Conan O Brien


Conan O'Brien's graduation speech Saturday at Dartmouth College arrived too late to be considered in The Atlantic Wire's 2011 Commencie award voting, but had it been eligible, there's little doubt that O'Brien's speech, would have been recognized as this year's most sobering depiction of the real world. A look back at two other O'Brien commencement speeches--one delivered at New York City's Stuyvesant High School and the other at Harvard--show that while O'Brien the talk show may have called on viewers to reject cynicism when he left NBC, Conan the commencement speaker has a more jaundiced world view.
  • "My first job as your commencement speaker is to illustrate that life is not fair. For example, you have worked tirelessly for four years to earn the diploma you’ll be receiving this weekend, and Dartmouth is giving me the same degree for interviewing the fourth lead in Twilight.  Deal with it."
  • "Another example that life is not fair: if it does rain, the powerful rich people on stage get the tent. Deal with it."
  • "You parents must be patient because it is indeed a grim job market out there. And one of the reasons that it’s so tough finding work is that aging baby boomers refuse to leave their jobs...Trust me on this."
  • "I’m here to tell you that, though you should not fear failure, you should do your very best to avoid it."
  • "Nietzsche famously said 'Whatever doesn’t kill you makes you stronger.”' But what he failed to stress is that it almost kills you. Disappointment stings and, for driven, successful people like yourselves it is disorienting."
  • "What Nietzsche should have said is  'Whatever doesn’t kill you, makes you watch a lot of Cartoon Network and drink mid-price Chardonnay at 11 in the morning. '"
  • "It’s a proven fact that as you get older, your brain shrinks and you get dumber. This is why you have to explain to your parents how a TiVo works and they have to explain to your grandparents how a cat works. Even I’ve gotten a lot dumber. I graduated from Harvard 20 years ago, and I am currently reading at the 6th grade level. If anyone here spoils the ending of Charlotte’s Web, I am so going to freak."
  • "Believe it or not, I actually do have some real advice for you. I don’t want to freak you guys out, but twenty five years ago, I could have been any one of you. I went to a public high school, and I was a bright, ambitious, hard working kid who wanted more than anything to go to a good college. The only problem is, I was much more interested in succeeding than in really learning."
  • "[L]ife and the choices I made have changed me in a thousand ways. None of it would have happened if I had rigidly kept my eyes on the prize and decided with great determination to follow my dream, because I didn’t have the slightest idea what my dream was when I was 18. It had to find me."
  • "What I’m asking you to consider is that the next four years don’t have to be just a stepping stone. You are very bright, impressive young people..[A]ll I’m asking you to do in college is to take a moment every now and then, breathe, look around you. If something intrigues you, take a small chance....It could be bio-physics, it could be medicine, could be puppetry, could be ultimate fighting, beekeeping, government, or whatever the hell it is Ryan Seacrest does."
  • "As you leave these gates and reenter society, one thing is certain: everyone out there is going to hate you."
  • "I took a lot of criticism [when Late Night debuted in 1993] some of it deserved, some of it excessive. And it hurt like you wouldn't believe. But I'm telling you all this for a reason. I've had a lot of success and I've had a lot of failure. I've looked good and I've looked bad. I've been praised and I've been criticized. But my mistakes have been necessary. Except for Wilson's House of Suede and Leather. That was just stupid."
  • "I've dwelled on my failures today because, as graduates of Harvard, your biggest liability is your need to succeed."
  • "[S]uccess is a lot like a bright, white tuxedo. You feel terrific when you get it, but then you're desperately afraid of getting it dirty, of spoiling it in any way. I left the cocoon of Harvard, I left the cocoon of Saturday Night Live, I left the cocoon of The Simpsons. And each time it was bruising and tumultuous. And yet, every failure was freeing, and today I'm as nostalgic for the bad as I am for the good."
  • "Let me leave you with one last thought: If you can laugh at yourself loud and hard every time you fall, people will think you're drunk."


Exercise — In the records below, find the line containing "pixels, height=493 pixels." and return it together with every later line, exactly as written; pictures are to be omitted.

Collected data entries
__________

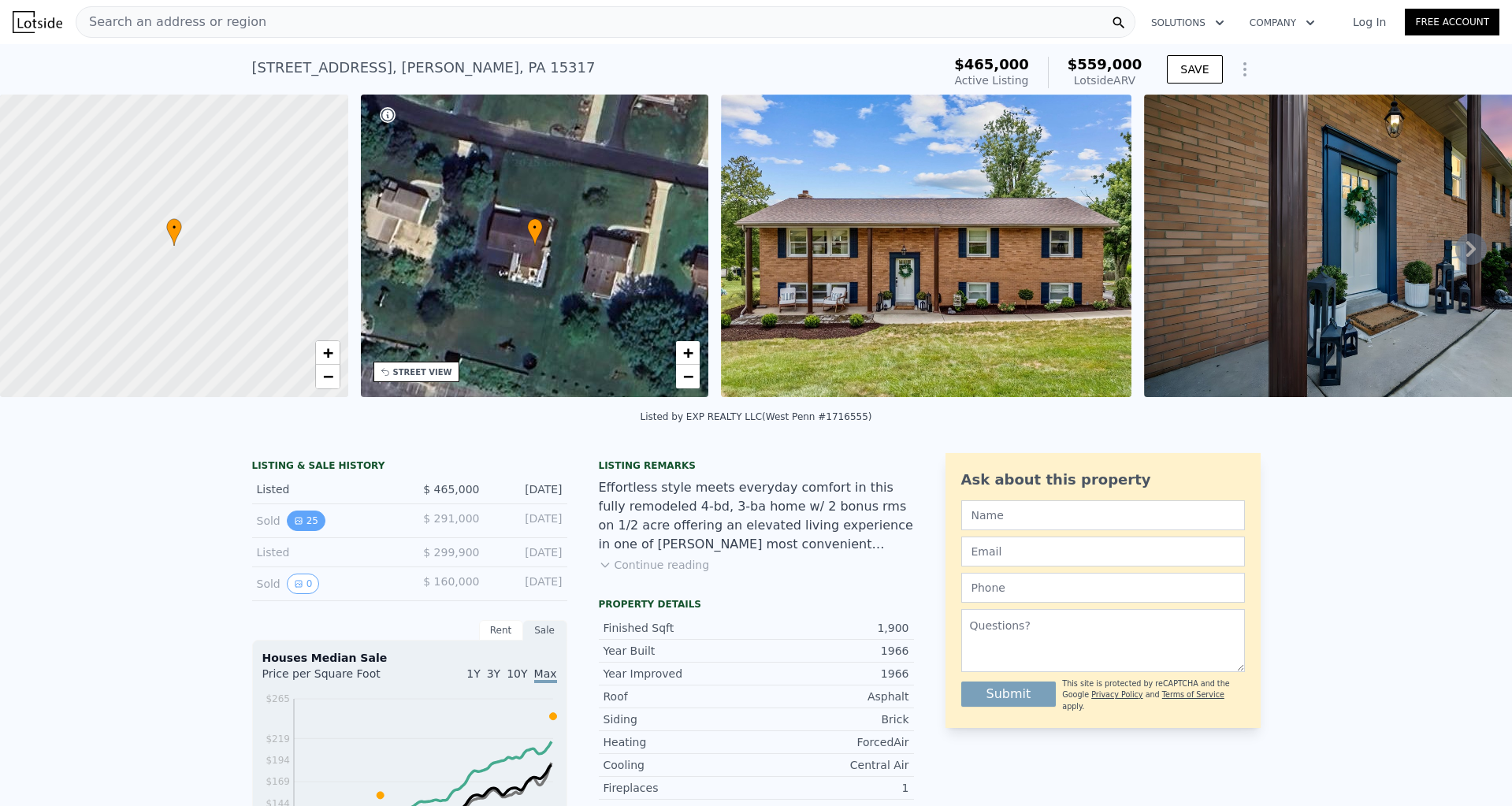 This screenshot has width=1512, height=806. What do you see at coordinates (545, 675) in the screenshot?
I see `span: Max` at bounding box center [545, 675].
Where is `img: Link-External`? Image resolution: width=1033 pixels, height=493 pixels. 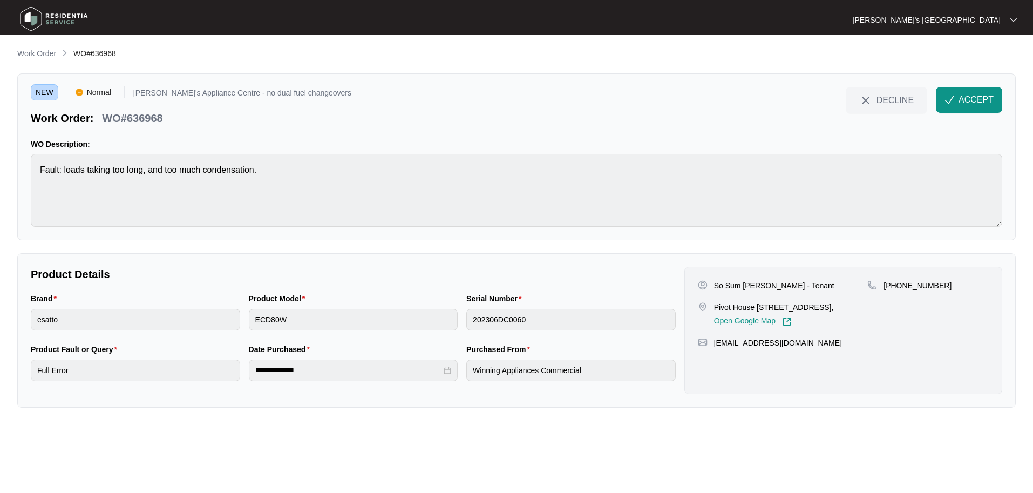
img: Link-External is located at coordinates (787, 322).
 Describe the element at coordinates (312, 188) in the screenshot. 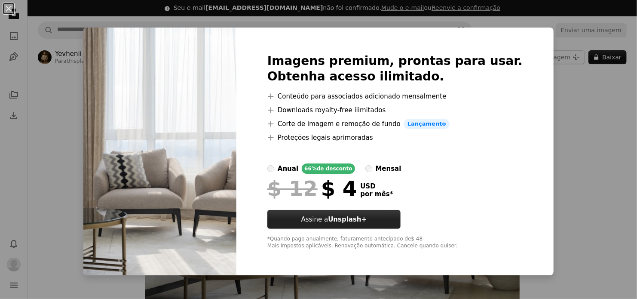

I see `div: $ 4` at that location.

__________

The completed task —
Where is `img: Link-External`? Image resolution: width=1033 pixels, height=493 pixels. 
img: Link-External is located at coordinates (787, 322).
 Describe the element at coordinates (312, 188) in the screenshot. 

I see `div: $ 4` at that location.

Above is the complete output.